I raise my hands in surrender. “I’m joking. Yeesh. You’re like an insurance agent and a parent wrapped up in one.”
He’s still glaring at me.
“Porter, I’m serious. Consider me traditional in that sense, OK? You have nothing to worry about. I’m not like Gesh.”
He makes a gruff noise in his throat, then moves on. “Remember the drill? Everything I told you? The addresses? The names? The safe deposit box number?”
“Yup.”
“Make sure you write it all down first thing when you land.”
“I got it, Porter.”
He nods, then claps me on the shoulder. “Get yourself back here safe and sound.”
CHAPTER 15
MISSION NUMBER ONE
The moment I landed, I knew something had gone terribly wrong.
First of all, I was naked.
In a river.
At night.
With four other kids my age.
And it was freezing.
I was so going to kill Porter when I got back to Limbo.
My arms suction-cupped over my chest under the water, but it was hard to cover up everything because, unlike in Base Life, my 1961 body actually had a chest.
Four blazing car headlights from the shore flooded the whole area with light. It reflected off the top of the water. It lit up the forest on the other side. The sharp, driving beat of Runaround Sue tumbled and rolled down the river. The singer crooned in his funky, raspy way, growling about Sue loving him then putting him down and going out with every guy in town. While the other four kids in the water, two girls and two guys, splashed and roared with laughter, I scanned the shore for clothes. I spotted a few garments hanging from tree limbs near the cars.
Which meant running for it.
The moment I decided to go for the bank, all or nothing, two bare arms wrapped around my waist from behind. Some guy’s lips grazed my neck. His teeth closed around my earlobe and tugged.
I responded as naturally as I could.
By screaming and slamming the back of my fist in his face.
“Holy Hell, Susie,” he said, his voice muffled by cupped hands.

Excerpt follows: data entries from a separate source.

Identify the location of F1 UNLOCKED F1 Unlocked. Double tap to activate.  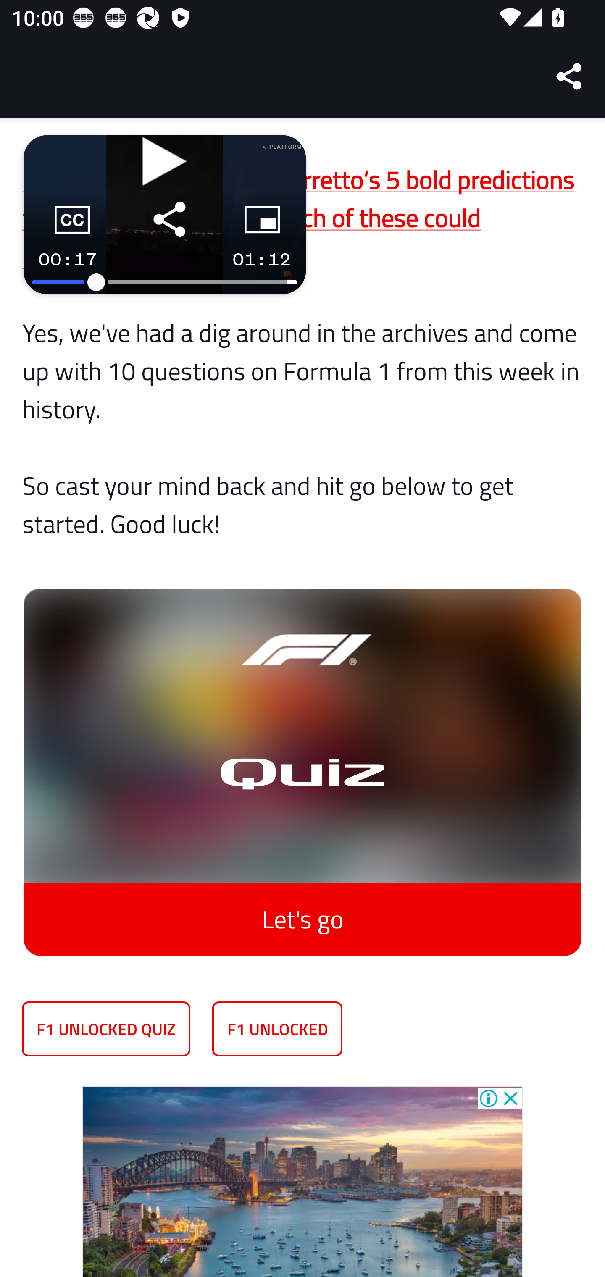
(277, 1028).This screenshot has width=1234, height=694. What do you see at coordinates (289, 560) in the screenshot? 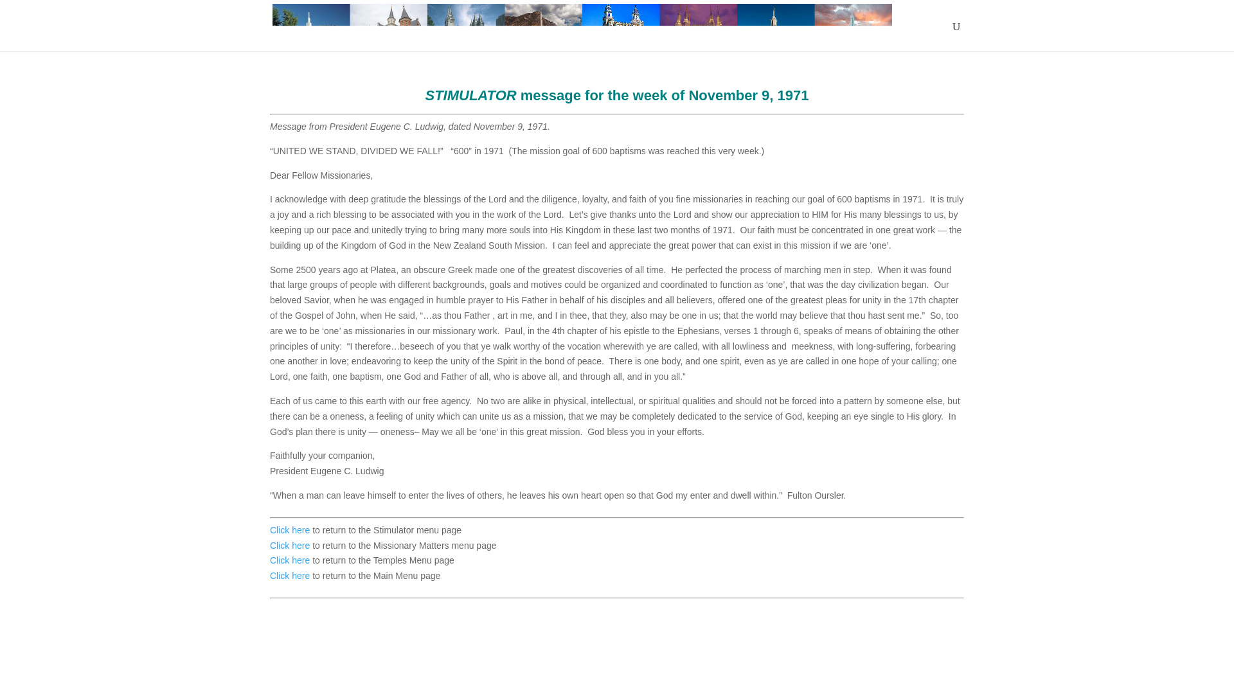
I see `Click here` at bounding box center [289, 560].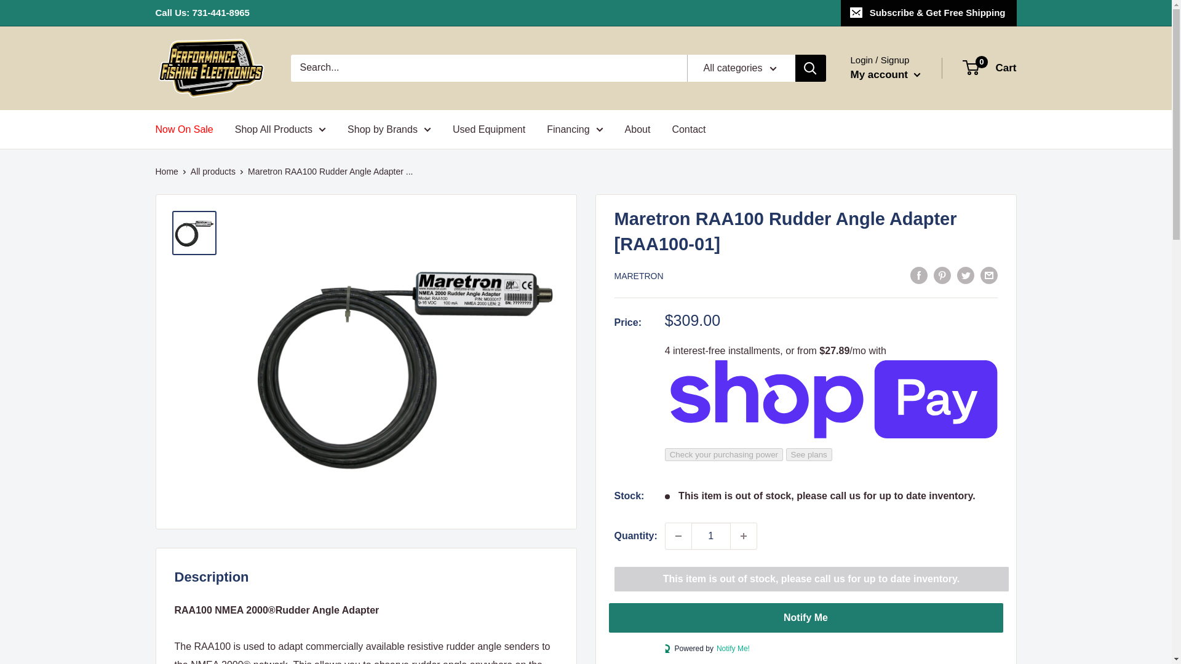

But I didn’t look back to see if he was OK. I splashed toward the shore and snagged the closest dress and pair of flats, and disappeared into the trees.
“Jim, are you all right?”
“What’s gotten into her?”
“Hey, Susie! That’s my dress!”
The dress was tight, and it kept getting snagged on a sticker bush, but I managed to squeeze it over my curvy, hourglass hips. The red wool was thick enough to warm my frigid bones, which were chattering just as much as my teeth.